However, there are some people whose mindset just tends to prefer a lot of strict rules.

Ya! That's me!

People who prefer Pascal over BASIC, if you can imagine.

*waves hands* I even started in BASIC, back in, um, Middle School? But once I got to college, and Pascal and Scheme were the order of the day, I never looked back. I’m even trying to convince a co-worker to give up Visual Basic for C#, just so we can re-write, convert, and cleanup the vast stock of VB code in our environment.

People who use strict and warnings even for one-liners and obfuscations.

Well, maybe not that much. OTOH, I don't write obfuscations; it's enough of a struggle to me to write clear code.

Those people would probably appreciate the ability to force all subs to be predefined, for example.

Actually, no. I tend to think that would make the code less clear, not more. If I recall alright, it's mostly done in other languages due to compiler needs more than anything. I'd much rather have something where subs get "auto-rendered" into POD, so it's easier to write comments on subroutines (if you so wish); I think that would be much more useful, in terms of what someone reading your code would need, than any pre-declaration concept.

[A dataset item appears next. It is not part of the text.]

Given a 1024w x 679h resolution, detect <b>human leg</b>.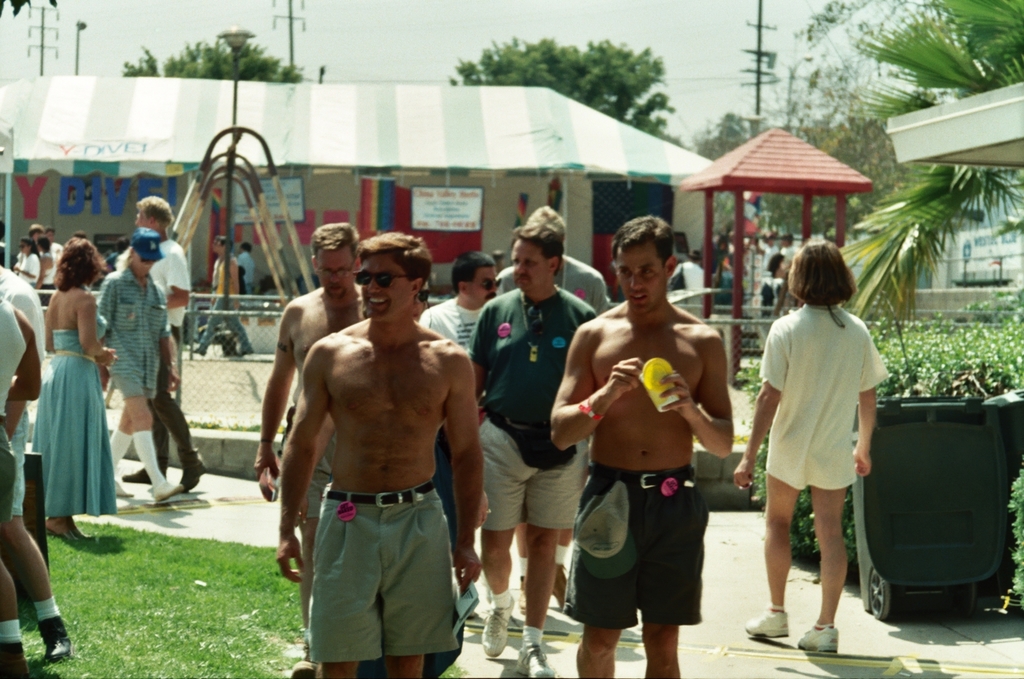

*ponders finding/writing such code..."Pod::Auto, anyone?"*

The really neat thing about these pragmas, if they existed, would be that we could say, "C gives you enough rope to hang yourself, but Perl gives you enough rope to tie yourself up."

HEH. *evil grin*

----Asim, known to some as Woodrow.


In reply to Re^2: When -w and use strict aren't enough... by Asim
in thread When -w and use strict aren't enough... by RMGir

Title:
Use:  <p> text here (a paragraph) </p>
and:  <code> code here </code>
to format your post, it's "PerlMonks-approved HTML":



  • Posts are HTML formatted. Put <p> </p> tags around your paragraphs. Put <code> </code> tags around your code and data!
  • Titles consisting of a single word are discouraged, and in most cases are disallowed outright.
  • Read Where should I post X? if you're not absolutely sure you're posting in the right place.
  • Please read these before you post! —
  • Posts may use any of the Perl Monks Approved HTML tags:
    a, abbr, b, big, blockquote, br, caption, center, col, colgroup, dd, del, details, div, dl, dt, em, font, h1, h2, h3, h4, h5, h6, hr, i, ins, li, ol, p, pre, readmore, small, span, spoiler, strike, strong, sub, summary, sup, table, tbody, td, tfoot, th, thead, tr, tt, u, ul, wbr
  • You may need to use entities for some characters, as follows. (Exception: Within code tags, you can put the characters literally.)
            For:     Use:
    & &amp;
    < &lt;
    > &gt;
    [ &#91;
    ] &#93;
  • Link using PerlMonks shortcuts! What shortcuts can I use for linking?
  • See Writeup Formatting Tips and other pages linked from there for more info.